Culture’s Nadia Sommella reviews the Barber Institutes new exhibition ‘Cornwall as Crucible’
The Barber Institute’s new exhibition, ‘Cornwall as Crucible’, transports us to St Ives in the 20thcentury. The vast sea, the towering cliffs, the light reflecting off the water, the texture of the sand beneath our feet, the wind whipping around our cheeks. It is all tangible. St Ives has been a centre for art production since the 19thcentury, as artists were drawn to the area due to improving transport links, the beautiful refracted light and the increasing popularity of painting outdoors, or en plein air. But it is perhaps an unlikely hub for Modernist art, with its geometric forms and blocks of colour.
Nevertheless, several artists made Cornwall their home from 1930-1960, including Barbara Hepworth, Ben Nicholson, Peter Lanyon, Sandra Blow and Naum Gabo, and this is what the exhibition focuses on. In Cornwall as Crucible we explore the impact of the Cornish landscape on their work as well as the influences the artists had on each other. Working closely with one another in this relatively isolated region, a tapestry of ideas was created. The term ‘crucible’ is defined by the Cambridge Dictionary as “a place or situation in which different cultures or styles can mix together to produce something new and exciting”, a very apt title for this exhibition.
This collective consciousness is particularly evident when all their work is displayed in the restricted space of the Lady Barber gallery and the viewer can compare the works. The exhibition is one of Barber’s ‘artwork in focus’ exhibitions, in which one artwork from their main collection is chosen and the exhibition is built around it. In this instance that work is a new acquisition, Linear Construction in Space No.1 by Naum Gabo (1942/3), bought by the Barber in 2017, it is an unusually modern artwork in the Barber collection. This sculpture, a small cubic form made from woven strings of plastic perspex, does not scream nature. Rather it looks somewhat scientific or even futuristic.

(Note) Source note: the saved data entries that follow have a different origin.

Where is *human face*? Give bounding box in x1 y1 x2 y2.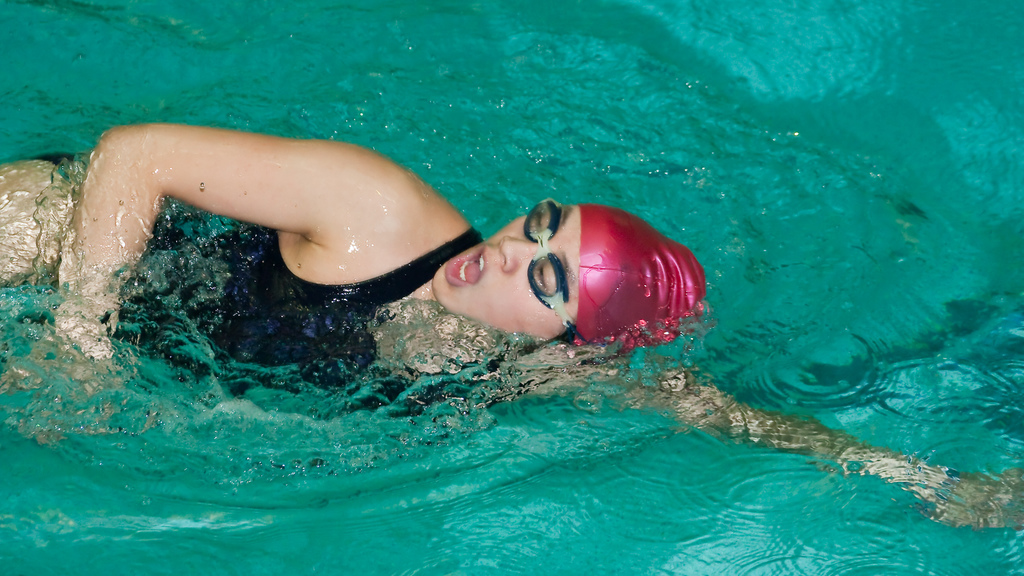
431 202 577 345.
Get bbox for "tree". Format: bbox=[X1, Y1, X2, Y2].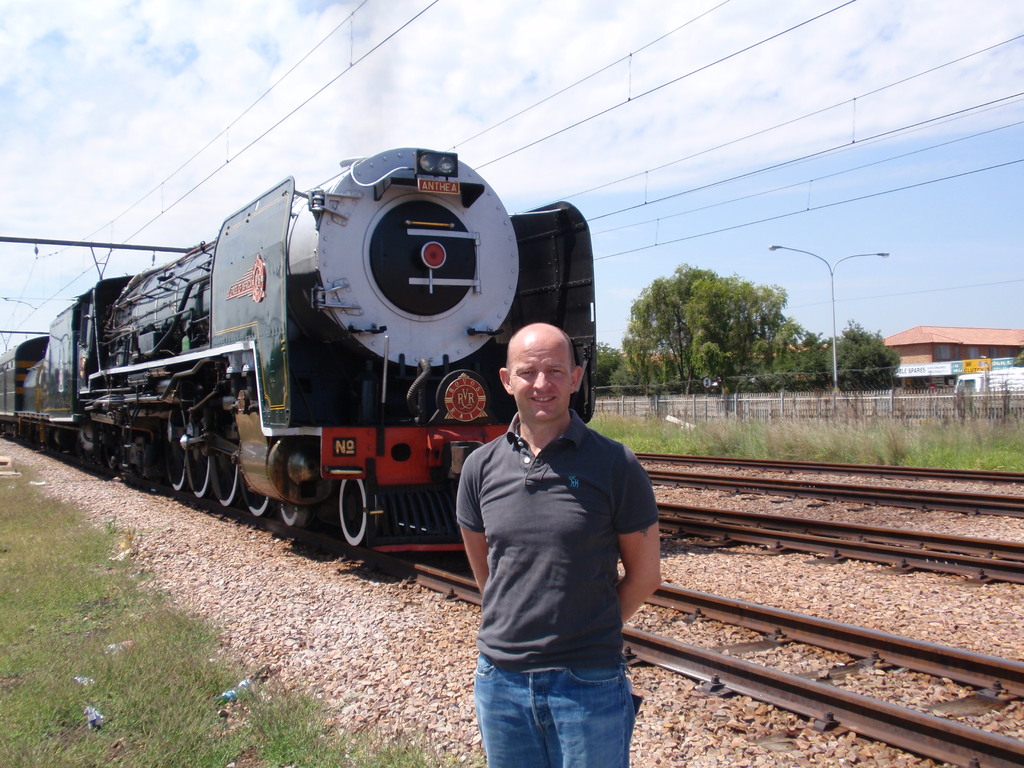
bbox=[593, 344, 630, 385].
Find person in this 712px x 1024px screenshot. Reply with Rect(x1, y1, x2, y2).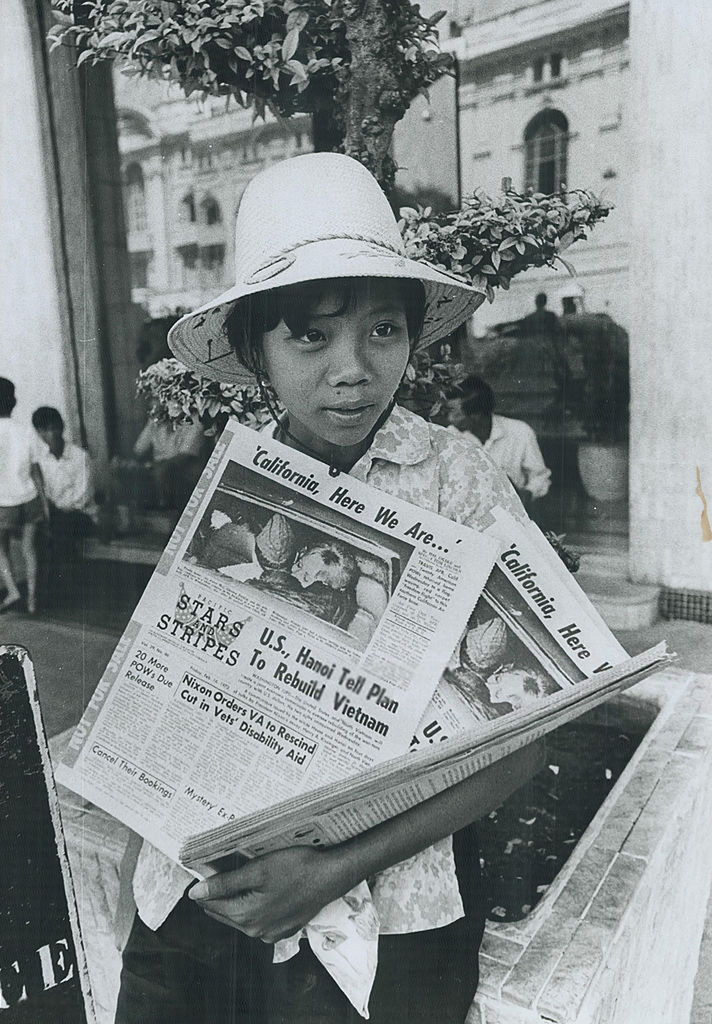
Rect(0, 381, 46, 610).
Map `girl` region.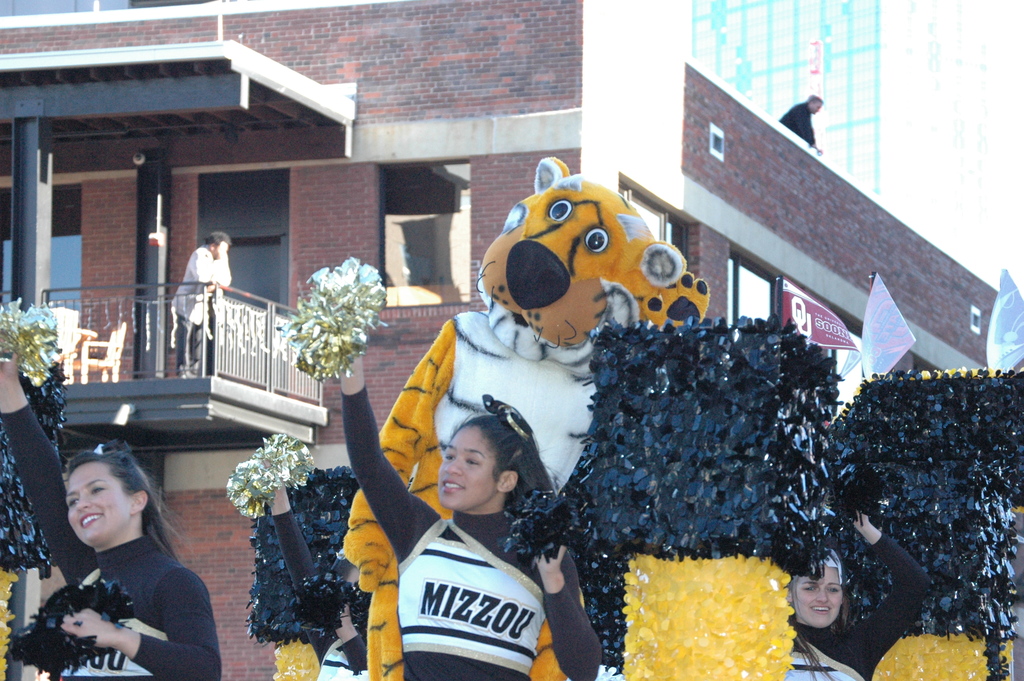
Mapped to bbox(1, 354, 221, 680).
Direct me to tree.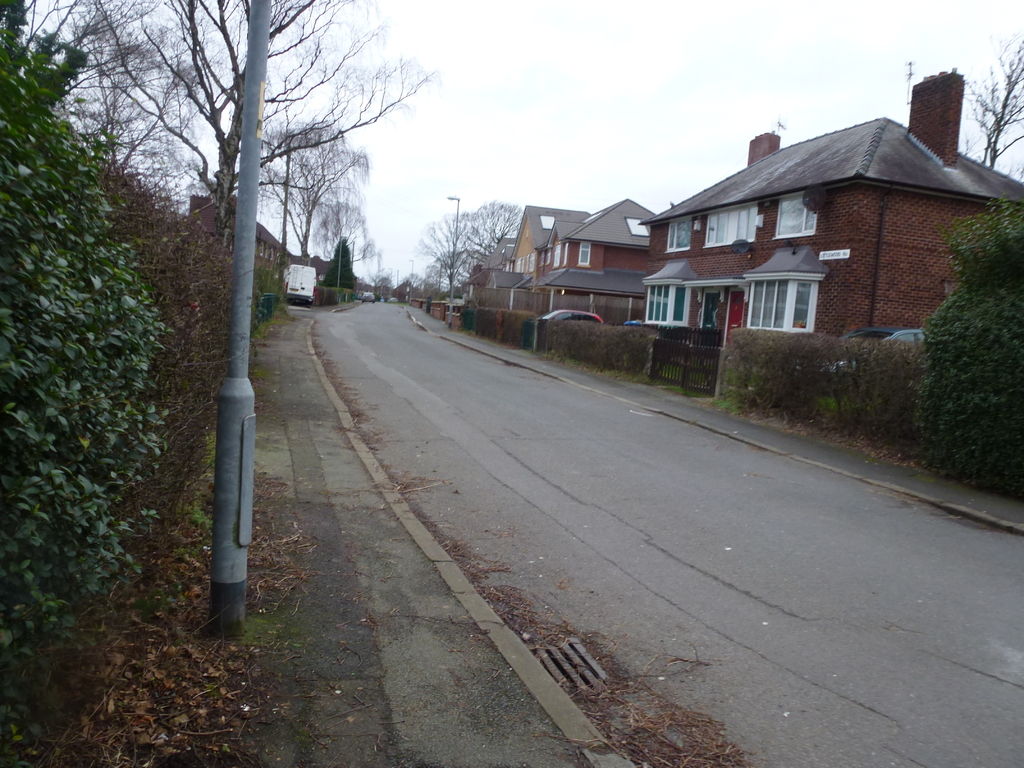
Direction: bbox=(260, 114, 366, 303).
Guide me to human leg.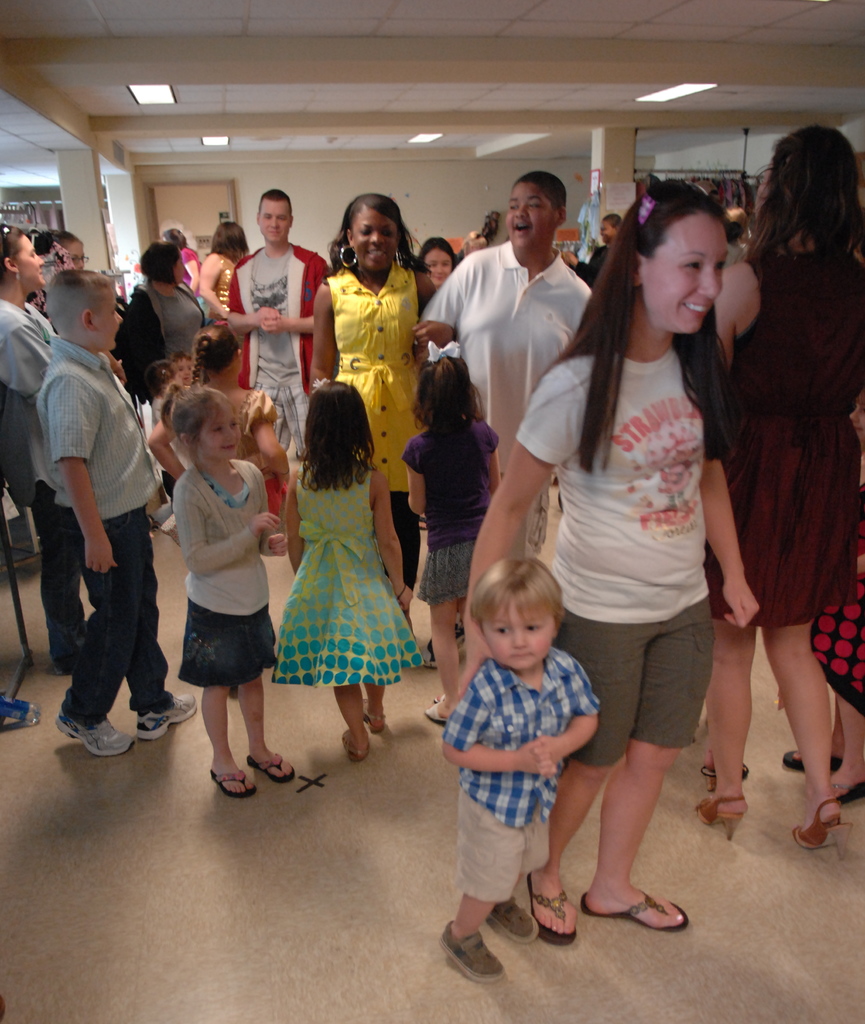
Guidance: (551,624,632,946).
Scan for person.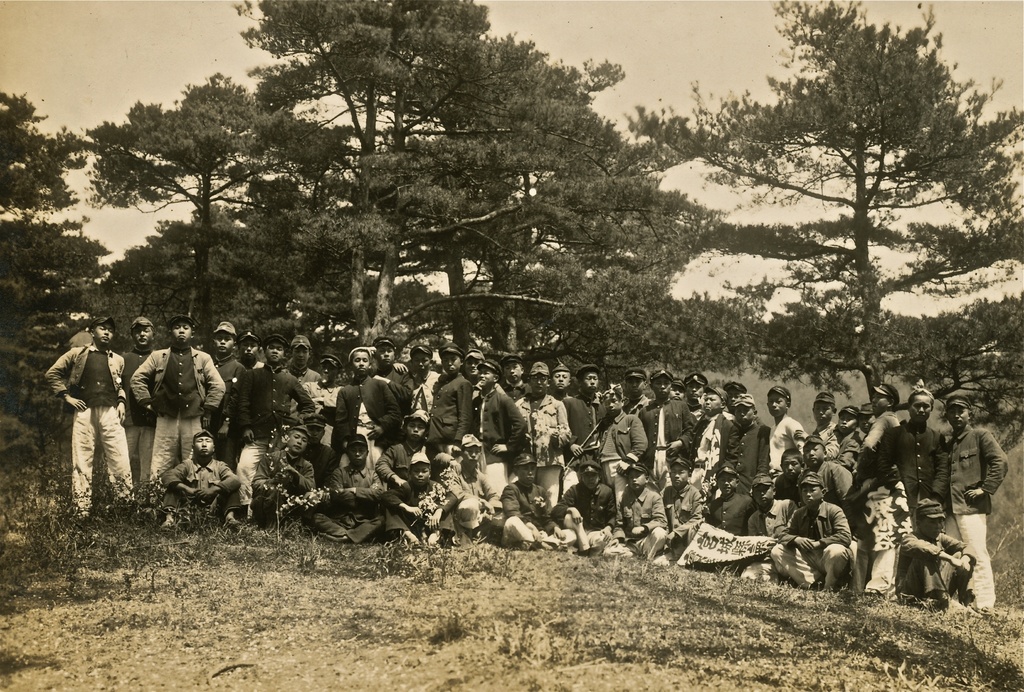
Scan result: select_region(44, 304, 122, 527).
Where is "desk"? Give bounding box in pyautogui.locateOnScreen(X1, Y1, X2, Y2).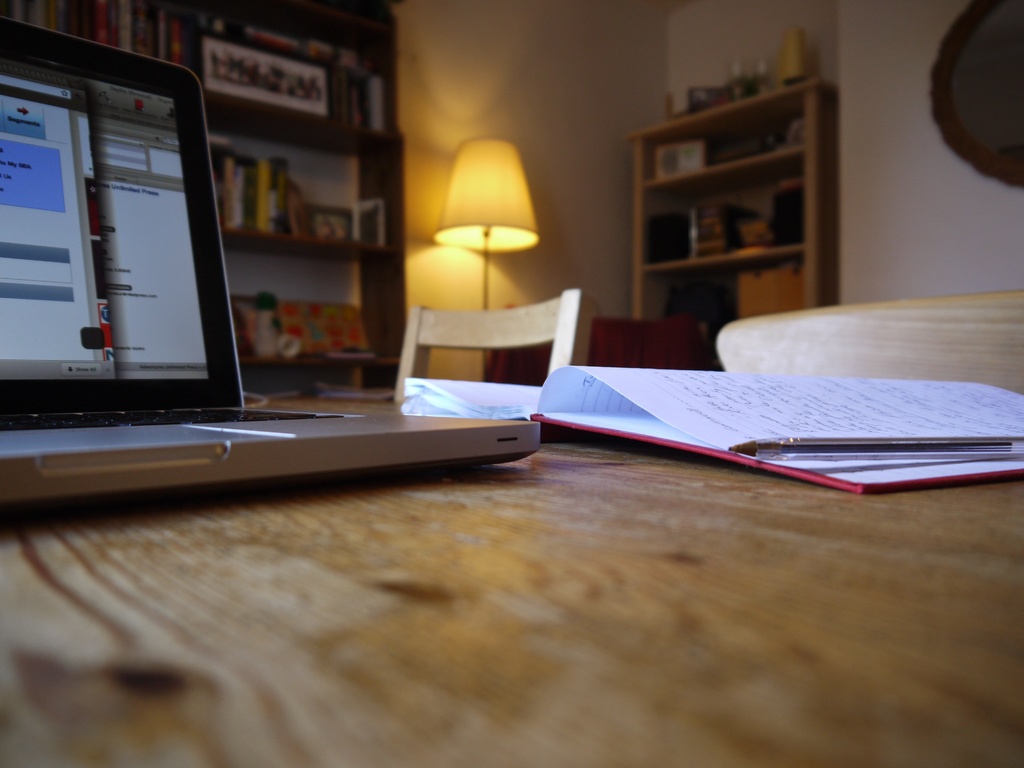
pyautogui.locateOnScreen(0, 432, 1023, 767).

Certainly, at the time this material, transparent and man-made, would have been cutting-edge modernity, beautifully described by Helen Cobby as the combination of ‘taught precision and ethereal beauty’ (see exhibition catalogue). And yet, the spiral created, is reminiscent of the balance and harmony present in nature, like a contemporary take on the Fibonacci sequence. Gabo drew inspiration from the natural world. When asked where he got the forms for his sculptures, he answered “I find them everywhere around me… in a torn piece of cloud carried away by the wind.”The work perfectly illustrates Gabo’s Constructivism, his belief that art was inseparable from science and industry. In St Ives engineering and precision illustrated by ships, and the routine needed to manage them, is mixed with the untameable sea and wild landscape.
This exhibition encapsulates this, combining the rich texture of works such as ‘Chrome and Yellow’ by Paul Feiler with the linearity of works such as ‘Oval Form with Strings’ by Barbara Hepworth. The tactility of the works on display is not the only way the exhibition makes use of the senses. There is also ample written interpretation as well as audio recorded of the artist’s speaking when they were alive. This multi-sensory approach helps to flesh out the exhibition. Hearing the artist’s voices, we are reminded of their humanity, of their relationships to one another and the context of these artworks’ creation. Cornwall as Crucible debunks the myth that an artist is a solitary genius, working alone, isolated from the outside world. In reality, art creation is often collaborative. This is symbolised here by Cornwall itself, just like every element in the natural world impacts the other, the moon affects the tide and the wind affects the waves, so do artist’s affect each other.
All references are credited to the Barber Institute’s catalogue of this exhibition.